Hi there,
I’m running into an issue with fully-qualified domain names and https 
using Tomcat 8 and JDK 8.
Tomcat version: 8.0.14
JDK Version: 1.8.0_25OS: Mac OS X 10.10

If you include the trailing dot in a request over https, the TLS handshake 
will fail. It appears that it tries to fall back to SSLv3, but if you have 
SSLv3 disabled, the whole thing just fails.

My SSL Connector looks like this:
<Connector SSLEnabled="true" URIEncoding="UTF-8" acceptCount="100"
                clientAuth="false" debug="1" disableUploadTimeout="true"
                enableLookups="false" keystoreFile="../keystore.jks"
                keystorePass="password" maxHttpHeaderSize="8192" 
keyAlias="selfsigned"
port="8443" protocol="org.apache.coyote.http11.Http11Protocol" 
scheme="https" secure="true"
                sslEnabledProtocols="TLSv1,TLSv1.1,TLSv1.2">


https://localhost.:8443 in Chrome 38 returns 
ERR_SSL_VERSION_OR_CIPHER_MISMATCH.

The output from javax.net.debug=all contains this:
http-bio-8443-exec-5, handling exception: 
javax.net.ssl.SSLProtocolException: Illegal server name, 
type=host_name(0), name=localhost., value=6c:6f:63:61:6c:68:6f:73:74:2e

This looks like it’s being bubbled up from the SNIHostName constructor in 
Java 8 
(https://docs.oracle.com/javase/8/docs/api/javax/net/ssl/SNIHostName.html),
 which explicitly forbids trailing dots in hostnames (valid hostname, but 
not a valid SNI hostname). I’m not using SNI, but to make sure I set 
jsse.enableSNIExtension=false. The exception is still thrown, leading me 
to believe that the SNIHostName constructor is being called whether SNI is 
enabled or not.


Why not just remove the trailing dot? Well, it’s valid to be there, so why 
not support it. More importantly, we make use of this to get around TLS 
session caching as discussed here: 
https://developer.apple.com/library/ios/qa/qa1727/_index.html.


This issue is not present in Tomcat 7 or using Java 7. I have a small PoC 
I can zip up and host somewhere if anyone wants to take a look.

Does anyone know if this looks like a bug in Tomcat 8 or Java 8 and where 
I should submit a bug report if it does?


◆ **Task goal**: Tally the lines below that include "ABCD" and give only the total.

◆ **The records**:
======
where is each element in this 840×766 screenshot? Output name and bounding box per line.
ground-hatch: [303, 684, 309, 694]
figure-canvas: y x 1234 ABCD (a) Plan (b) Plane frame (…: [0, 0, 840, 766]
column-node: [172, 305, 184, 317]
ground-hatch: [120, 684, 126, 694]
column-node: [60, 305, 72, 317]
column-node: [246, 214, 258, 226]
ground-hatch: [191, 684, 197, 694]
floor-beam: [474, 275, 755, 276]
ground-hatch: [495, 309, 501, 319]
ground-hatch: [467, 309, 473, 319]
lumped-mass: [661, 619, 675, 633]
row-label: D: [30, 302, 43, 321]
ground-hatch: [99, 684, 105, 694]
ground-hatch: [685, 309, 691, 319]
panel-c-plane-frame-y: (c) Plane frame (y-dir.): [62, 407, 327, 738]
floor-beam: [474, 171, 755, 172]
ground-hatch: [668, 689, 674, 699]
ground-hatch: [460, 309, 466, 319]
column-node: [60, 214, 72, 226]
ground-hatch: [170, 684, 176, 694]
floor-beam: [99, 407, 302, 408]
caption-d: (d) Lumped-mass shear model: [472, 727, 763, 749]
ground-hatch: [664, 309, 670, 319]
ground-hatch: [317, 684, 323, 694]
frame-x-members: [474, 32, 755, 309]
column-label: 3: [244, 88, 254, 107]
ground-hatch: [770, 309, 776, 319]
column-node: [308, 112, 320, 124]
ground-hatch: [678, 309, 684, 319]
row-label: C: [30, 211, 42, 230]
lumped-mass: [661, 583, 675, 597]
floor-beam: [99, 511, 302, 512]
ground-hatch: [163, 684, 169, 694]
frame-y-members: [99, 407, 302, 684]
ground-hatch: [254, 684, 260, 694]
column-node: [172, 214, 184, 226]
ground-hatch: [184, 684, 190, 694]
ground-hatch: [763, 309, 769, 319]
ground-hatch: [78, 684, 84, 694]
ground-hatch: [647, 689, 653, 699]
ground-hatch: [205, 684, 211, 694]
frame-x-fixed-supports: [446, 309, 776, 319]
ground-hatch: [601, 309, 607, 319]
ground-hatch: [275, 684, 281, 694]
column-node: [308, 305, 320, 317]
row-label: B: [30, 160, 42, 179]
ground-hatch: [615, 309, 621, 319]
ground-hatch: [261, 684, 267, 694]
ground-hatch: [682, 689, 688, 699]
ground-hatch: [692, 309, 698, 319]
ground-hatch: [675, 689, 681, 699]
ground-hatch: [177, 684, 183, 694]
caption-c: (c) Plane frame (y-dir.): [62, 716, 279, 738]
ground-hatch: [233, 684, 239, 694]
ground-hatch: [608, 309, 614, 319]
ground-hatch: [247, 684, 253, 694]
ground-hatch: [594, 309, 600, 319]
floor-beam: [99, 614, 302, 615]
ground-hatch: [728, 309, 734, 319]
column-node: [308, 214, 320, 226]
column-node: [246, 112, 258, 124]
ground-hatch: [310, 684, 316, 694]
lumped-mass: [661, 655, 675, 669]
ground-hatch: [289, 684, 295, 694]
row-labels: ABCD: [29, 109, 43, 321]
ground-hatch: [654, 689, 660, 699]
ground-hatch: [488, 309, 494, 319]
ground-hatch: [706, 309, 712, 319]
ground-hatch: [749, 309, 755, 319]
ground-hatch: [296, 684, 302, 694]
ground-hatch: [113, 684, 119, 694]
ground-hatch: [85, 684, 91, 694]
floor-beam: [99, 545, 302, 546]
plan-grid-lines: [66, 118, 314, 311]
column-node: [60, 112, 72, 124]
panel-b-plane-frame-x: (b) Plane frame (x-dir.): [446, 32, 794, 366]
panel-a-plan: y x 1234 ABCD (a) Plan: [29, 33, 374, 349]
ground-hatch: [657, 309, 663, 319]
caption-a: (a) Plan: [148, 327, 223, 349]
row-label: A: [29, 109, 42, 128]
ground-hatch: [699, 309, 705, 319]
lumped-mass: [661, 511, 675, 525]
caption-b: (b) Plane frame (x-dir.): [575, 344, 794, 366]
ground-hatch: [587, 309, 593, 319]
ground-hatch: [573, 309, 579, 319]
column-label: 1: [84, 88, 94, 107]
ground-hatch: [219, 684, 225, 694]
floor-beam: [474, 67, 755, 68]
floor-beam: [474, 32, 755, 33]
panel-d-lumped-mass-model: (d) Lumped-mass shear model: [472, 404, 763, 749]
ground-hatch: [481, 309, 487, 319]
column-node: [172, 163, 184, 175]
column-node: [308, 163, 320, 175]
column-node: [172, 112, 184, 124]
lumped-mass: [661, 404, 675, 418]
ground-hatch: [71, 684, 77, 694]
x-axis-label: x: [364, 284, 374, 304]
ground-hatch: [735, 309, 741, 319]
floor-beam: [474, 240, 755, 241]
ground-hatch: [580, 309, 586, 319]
======
◆ **Answer section**: 3